Monsignor Anton Agreiter, MHM served as theApostolic Prefect of the Falkland Islands and Ecclesiastic Superior of St. Helena, Ascension Island and Tristan da Cunha.
The journey to the Falklands takes eight hours by RAF to Ascension Island, and a further eight hours to Mount Pleasant – the huge military complex which is over 30 miles from Port Stanley, the capital of the Falklands. I spent time with soldiers, sailors, airmen, and their civilian workers (many of them Scots). These contract workers could make good money working for companies like ‘Turner Diesel’ and ‘Kelvin Catering’. But most of my time was spent with the islanders. I was also able to visit South Georgia, then the most southerly ice-free harbour in the world. It involved a three day sea-journey to reach the small British garrison based at the abandoned Norwegian whaling station of Gritviken. On the day before Pentecost we visited the chapel (formerly Lutheran) which had been renovated by the Royal Engineers. Next day, I said Mass there for two Catholic soldiers of the Light Infantry.
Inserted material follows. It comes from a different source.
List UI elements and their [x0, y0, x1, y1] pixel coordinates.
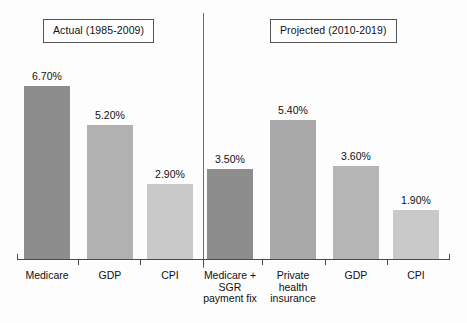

I invited them to look over their shoulders, through the open door – to the mountains and the glacier…and the dazzling blue sea with an iceberg slowly drifting by! I said something like “here we are, proclaiming the Gospel to the ends of the earth.” Back in Port Stanley, tourists (including those from big cruise liners) would turn up at our little house beside St Mary’s Catholic Church. They would express astonishment that the Catholic Church was present here also – in this faraway place. The Mill Hill Missionaries withdrew about twenty years ago, and responsibility passed to the Bishops’ Conference of England and Wales.
I write this on an autumn afternoon in Cardonald, the sun playing on the golden leaves outside my window. Words of Pope Francis, the Psalms, and Francis of Assisi play about in my head… something about Nature praising God by its very existence…and most beautiful of all – the people we meet; all give witness and glory to God. Our task and our privilege, as humans, is to put it into words. We do so in the Psalms and great prayers, and especially in the Liturgy of the Church - but also in our own simple words and memories.
Jean, a member of QARANC - Queen Alexandra’s Royal Army Nursing Corps - and myself on Bird Island, off South Georgia. The British Antarctic Survey station is in the background.
Fr John Doran, closest to camera, on the Wickham Heights, East Falkland, accompanied by Peter and Andy of the Cheshires and Danny, of the RAF Regiment.